The world-remoteness of the text

Claude Lévesque

pp. 53-70

The text from the letters of Kafka will have a bearing on what I am going to say this afternoon. At any rate the title of my brief presentation of ten minutes is the following: “Man: Is he capable of literature?” It is a quotation, one of Maurice Blanchot, and as a Leitmotif of my presentation I will use Kafka’s celebrated words: “to write is to suffer immeasurably,” with Kafka nevertheless adding: “Night is not enough night” (La nuit n’est pas assez la nuit), and I would perhaps add this other quotation from Nietzsche taken from Zarathustra: “Now let us go, let us advance, my friends, in the night, let us advance.” Except that, without wanting it, I am at least underlining the title of the book by M. de Boisdeffre Les Ecrivains de la nuit. The subtitle of this presentation would perhaps be ‘The Remoteness of the Text’, and I thus offer you these few reflections. Perhaps we have not sufficiently considered the reductive violence which thought spontaneously exercises on theother, whose appearance on the reassuring horizon of the familiar is always perceived as a dangerously threatening infraction.
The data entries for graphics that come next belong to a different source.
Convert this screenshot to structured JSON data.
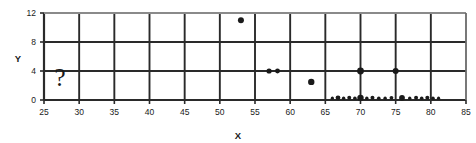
{
  "chart_data": {
    "type": "scatter",
    "title": "",
    "xlabel": "X",
    "ylabel": "Y",
    "xlim": [
      25,
      85
    ],
    "ylim": [
      0,
      12
    ],
    "xticks": [
      25,
      30,
      35,
      40,
      45,
      50,
      55,
      60,
      65,
      70,
      75,
      80,
      85
    ],
    "xticklabels": [
      "25",
      "30",
      "35",
      "40",
      "45",
      "50",
      "55",
      "60",
      "65",
      "70",
      "75",
      "80",
      "85"
    ],
    "yticks": [
      0,
      4,
      8,
      12
    ],
    "yticklabels": [
      "0",
      "4",
      "8",
      "12"
    ],
    "grid": true,
    "grid_x": [
      30,
      35,
      40,
      45,
      50,
      55,
      60,
      65,
      70,
      75,
      80
    ],
    "grid_y": [
      4,
      8
    ],
    "legend": "none",
    "marker_color": "#1a1a1a",
    "frame_color": "#3a3a3a",
    "grid_color": "#2a2a2a",
    "points": [
      {
        "x": 53.0,
        "y": 11.0,
        "r": 3.0
      },
      {
        "x": 57.0,
        "y": 4.0,
        "r": 2.6
      },
      {
        "x": 58.2,
        "y": 4.0,
        "r": 2.4
      },
      {
        "x": 63.0,
        "y": 2.5,
        "r": 3.2
      },
      {
        "x": 70.0,
        "y": 4.0,
        "r": 3.4
      },
      {
        "x": 75.0,
        "y": 4.0,
        "r": 3.0
      },
      {
        "x": 66.0,
        "y": 0.25,
        "r": 1.6
      },
      {
        "x": 66.8,
        "y": 0.3,
        "r": 2.4
      },
      {
        "x": 67.6,
        "y": 0.25,
        "r": 1.7
      },
      {
        "x": 68.4,
        "y": 0.3,
        "r": 2.0
      },
      {
        "x": 69.2,
        "y": 0.25,
        "r": 1.8
      },
      {
        "x": 70.0,
        "y": 0.3,
        "r": 3.2
      },
      {
        "x": 70.9,
        "y": 0.25,
        "r": 1.7
      },
      {
        "x": 71.7,
        "y": 0.3,
        "r": 2.0
      },
      {
        "x": 72.6,
        "y": 0.25,
        "r": 1.8
      },
      {
        "x": 73.5,
        "y": 0.25,
        "r": 1.7
      },
      {
        "x": 74.4,
        "y": 0.3,
        "r": 1.9
      },
      {
        "x": 75.9,
        "y": 0.3,
        "r": 2.9
      },
      {
        "x": 77.0,
        "y": 0.25,
        "r": 1.7
      },
      {
        "x": 77.9,
        "y": 0.3,
        "r": 2.0
      },
      {
        "x": 78.7,
        "y": 0.25,
        "r": 1.8
      },
      {
        "x": 79.5,
        "y": 0.3,
        "r": 2.0
      },
      {
        "x": 80.3,
        "y": 0.25,
        "r": 1.8
      },
      {
        "x": 81.1,
        "y": 0.25,
        "r": 1.6
      }
    ],
    "annotations": [
      {
        "text": "?",
        "x": 27.3,
        "y": 1.9,
        "name": "question-mark-annotation"
      }
    ]
  }
}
To deny the difference, to appease the contradiction, to interrogate the unknown and the unexpected, to tame the dimension of the uncanny and the elsewhere-whether it be in the form of the unusual, the bizarre, the monstruous, the double, the repetitive or simply of boredom — this is what thought has always done, as if its most essential desire was occupied in maintaining intact the primacy of identity and proximity, finding a strange satisfaction in further spreading the empire of tautology or sameness: that the other always returns to the same.

Publication details

DOI: 10.1007/978-94-010-1446-5_3

Full citation:

Lévesque, C. (1976)., The world-remoteness of the text, in A. Tymieniecka (ed.), The crisis of culture, Dordrecht, Reidel, pp. 53-70.